Workplaces can be polite but still lack candour. Safety is about constructive challenge, not avoiding discomfort. - “It should feel comfortable.”
True learning and growth require discomfort – but without fear of blame or judgment.
Psychological safety in the workplace isn’t just a nice-to-have. It’s the foundation of high performance, especially in dynamic, cross-functional, and hybrid teams.

Frequently Asked Questions About Psychological Safety for High Performing Teams
Psychological safety allows team members to speak up, admit mistakes, and share ideas without fear of ridicule or retaliation. This creates a trusting environment where innovation thrives, learning is rapid, and collaboration deepens – cornerstones of any high-performing team.
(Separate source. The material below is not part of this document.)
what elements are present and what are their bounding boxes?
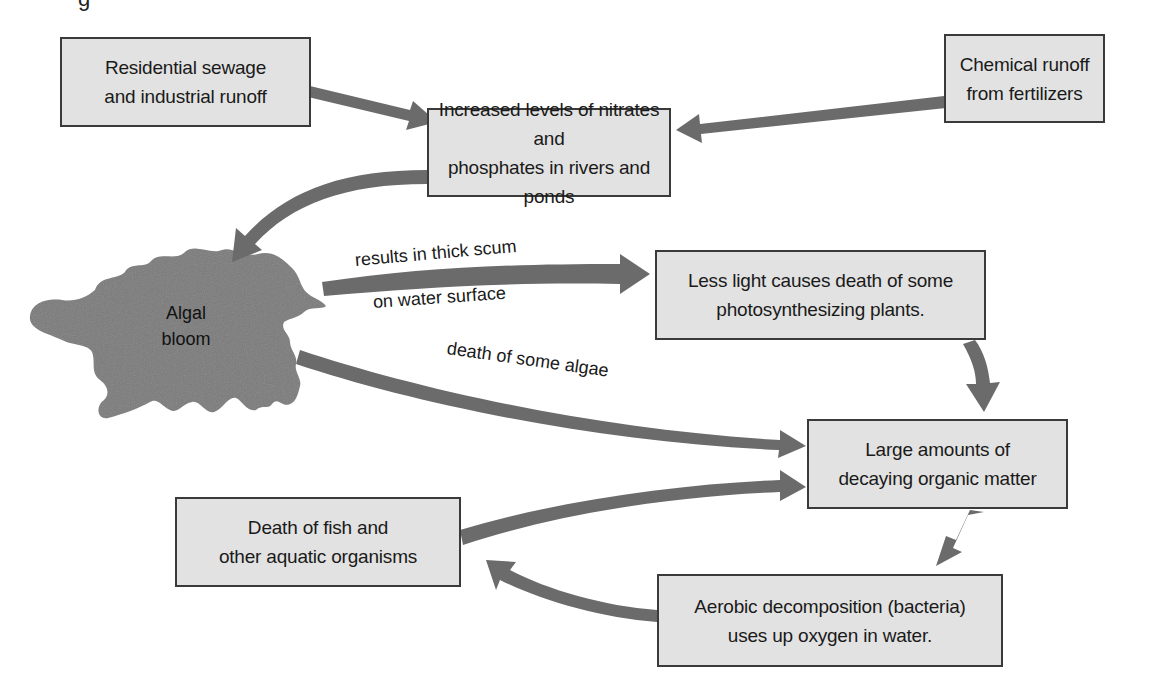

Leaders can use Amy Edmondson’s 11-question psychological safety scale to assess how comfortable team members feel raising concerns, admitting mistakes, or offering ideas. Tracking these metrics regularly helps identify gaps and maintain a high-performing culture.
Insights Discovery® helps team members understand their personality preferences and communication styles. This builds empathy, trust, and collaboration – critical traits in creating psychologically safe, high-performing environments.
Transform Your Team’s Performance Today
Psychological safety in the workplace isn’t a soft skill. It’s a strategic advantage.
When your people feel safe to speak up, take risks, and learn from failure, performance follows. As Edmondson says: “Anything hard to achieve requires being uncomfortable along the way.”